- The input
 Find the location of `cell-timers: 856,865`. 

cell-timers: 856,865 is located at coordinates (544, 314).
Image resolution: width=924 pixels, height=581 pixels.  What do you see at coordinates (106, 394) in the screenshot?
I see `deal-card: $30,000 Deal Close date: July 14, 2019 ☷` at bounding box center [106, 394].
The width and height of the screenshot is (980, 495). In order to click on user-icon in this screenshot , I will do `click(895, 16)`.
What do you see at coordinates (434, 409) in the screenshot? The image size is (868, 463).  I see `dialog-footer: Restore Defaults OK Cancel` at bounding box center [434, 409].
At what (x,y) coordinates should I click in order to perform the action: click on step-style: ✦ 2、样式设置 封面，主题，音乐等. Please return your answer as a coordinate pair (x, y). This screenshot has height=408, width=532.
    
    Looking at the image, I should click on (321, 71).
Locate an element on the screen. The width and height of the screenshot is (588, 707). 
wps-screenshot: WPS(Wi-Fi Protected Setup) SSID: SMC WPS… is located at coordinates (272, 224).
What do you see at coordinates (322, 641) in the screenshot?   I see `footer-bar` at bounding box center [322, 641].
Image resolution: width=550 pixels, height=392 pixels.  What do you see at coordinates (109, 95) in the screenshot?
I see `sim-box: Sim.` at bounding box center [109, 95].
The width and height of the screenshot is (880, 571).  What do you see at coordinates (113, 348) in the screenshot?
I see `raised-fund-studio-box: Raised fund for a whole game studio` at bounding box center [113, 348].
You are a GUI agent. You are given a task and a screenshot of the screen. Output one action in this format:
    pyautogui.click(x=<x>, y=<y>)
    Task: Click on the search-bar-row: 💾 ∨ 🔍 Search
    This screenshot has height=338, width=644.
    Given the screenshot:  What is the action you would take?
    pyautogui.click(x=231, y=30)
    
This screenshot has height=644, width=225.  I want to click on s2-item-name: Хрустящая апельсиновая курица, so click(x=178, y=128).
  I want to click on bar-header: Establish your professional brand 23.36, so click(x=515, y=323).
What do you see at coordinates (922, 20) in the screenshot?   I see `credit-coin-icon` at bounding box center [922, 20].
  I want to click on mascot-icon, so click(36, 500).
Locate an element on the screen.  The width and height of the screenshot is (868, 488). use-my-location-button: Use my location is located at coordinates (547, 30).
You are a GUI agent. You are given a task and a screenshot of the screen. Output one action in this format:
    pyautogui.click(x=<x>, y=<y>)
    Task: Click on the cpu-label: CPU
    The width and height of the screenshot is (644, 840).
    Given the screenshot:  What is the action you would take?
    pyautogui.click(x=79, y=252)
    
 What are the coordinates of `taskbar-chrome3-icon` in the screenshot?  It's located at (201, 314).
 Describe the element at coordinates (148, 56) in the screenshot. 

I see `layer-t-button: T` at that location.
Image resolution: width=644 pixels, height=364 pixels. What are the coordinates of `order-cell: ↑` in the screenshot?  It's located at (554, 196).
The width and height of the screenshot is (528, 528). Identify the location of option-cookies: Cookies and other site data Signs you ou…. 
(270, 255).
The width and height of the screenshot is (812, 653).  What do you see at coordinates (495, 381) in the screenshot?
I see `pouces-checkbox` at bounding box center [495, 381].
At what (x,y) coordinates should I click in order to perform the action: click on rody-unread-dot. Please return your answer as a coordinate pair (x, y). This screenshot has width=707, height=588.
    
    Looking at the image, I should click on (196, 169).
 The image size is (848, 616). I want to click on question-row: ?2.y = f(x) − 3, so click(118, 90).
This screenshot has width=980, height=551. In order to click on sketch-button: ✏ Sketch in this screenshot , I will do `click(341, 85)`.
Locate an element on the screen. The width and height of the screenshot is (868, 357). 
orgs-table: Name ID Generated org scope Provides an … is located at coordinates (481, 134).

- Task item
Copy out the records once more, with nothing altered.

- Solution to the exercise
 Find the location of `cell-timers: 856,865`. 

cell-timers: 856,865 is located at coordinates (544, 314).
Image resolution: width=924 pixels, height=581 pixels.  What do you see at coordinates (106, 394) in the screenshot?
I see `deal-card: $30,000 Deal Close date: July 14, 2019 ☷` at bounding box center [106, 394].
The width and height of the screenshot is (980, 495). In order to click on user-icon in this screenshot , I will do `click(895, 16)`.
What do you see at coordinates (434, 409) in the screenshot? The image size is (868, 463).  I see `dialog-footer: Restore Defaults OK Cancel` at bounding box center [434, 409].
At what (x,y) coordinates should I click in order to perform the action: click on step-style: ✦ 2、样式设置 封面，主题，音乐等. Please return your answer as a coordinate pair (x, y). This screenshot has height=408, width=532.
    
    Looking at the image, I should click on (321, 71).
Locate an element on the screen. The width and height of the screenshot is (588, 707). 
wps-screenshot: WPS(Wi-Fi Protected Setup) SSID: SMC WPS… is located at coordinates (272, 224).
What do you see at coordinates (322, 641) in the screenshot?   I see `footer-bar` at bounding box center [322, 641].
Image resolution: width=550 pixels, height=392 pixels.  What do you see at coordinates (109, 95) in the screenshot?
I see `sim-box: Sim.` at bounding box center [109, 95].
The width and height of the screenshot is (880, 571).  What do you see at coordinates (113, 348) in the screenshot?
I see `raised-fund-studio-box: Raised fund for a whole game studio` at bounding box center [113, 348].
You are a GUI agent. You are given a task and a screenshot of the screen. Output one action in this format:
    pyautogui.click(x=<x>, y=<y>)
    Task: Click on the search-bar-row: 💾 ∨ 🔍 Search
    This screenshot has height=338, width=644.
    Given the screenshot:  What is the action you would take?
    pyautogui.click(x=231, y=30)
    
This screenshot has height=644, width=225.  I want to click on s2-item-name: Хрустящая апельсиновая курица, so click(x=178, y=128).
  I want to click on bar-header: Establish your professional brand 23.36, so click(x=515, y=323).
What do you see at coordinates (922, 20) in the screenshot?   I see `credit-coin-icon` at bounding box center [922, 20].
  I want to click on mascot-icon, so click(36, 500).
Locate an element on the screen.  The width and height of the screenshot is (868, 488). use-my-location-button: Use my location is located at coordinates (547, 30).
You are a GUI agent. You are given a task and a screenshot of the screen. Output one action in this format:
    pyautogui.click(x=<x>, y=<y>)
    Task: Click on the cpu-label: CPU
    The width and height of the screenshot is (644, 840).
    Given the screenshot:  What is the action you would take?
    pyautogui.click(x=79, y=252)
    
 What are the coordinates of `taskbar-chrome3-icon` in the screenshot?  It's located at (201, 314).
 Describe the element at coordinates (148, 56) in the screenshot. 

I see `layer-t-button: T` at that location.
Image resolution: width=644 pixels, height=364 pixels. What are the coordinates of `order-cell: ↑` in the screenshot?  It's located at (554, 196).
The width and height of the screenshot is (528, 528). Identify the location of option-cookies: Cookies and other site data Signs you ou…. 
(270, 255).
The width and height of the screenshot is (812, 653).  What do you see at coordinates (495, 381) in the screenshot?
I see `pouces-checkbox` at bounding box center [495, 381].
At what (x,y) coordinates should I click in order to perform the action: click on rody-unread-dot. Please return your answer as a coordinate pair (x, y). This screenshot has width=707, height=588.
    
    Looking at the image, I should click on (196, 169).
 The image size is (848, 616). I want to click on question-row: ?2.y = f(x) − 3, so click(118, 90).
This screenshot has width=980, height=551. In order to click on sketch-button: ✏ Sketch in this screenshot , I will do `click(341, 85)`.
Locate an element on the screen. The width and height of the screenshot is (868, 357). 
orgs-table: Name ID Generated org scope Provides an … is located at coordinates (481, 134).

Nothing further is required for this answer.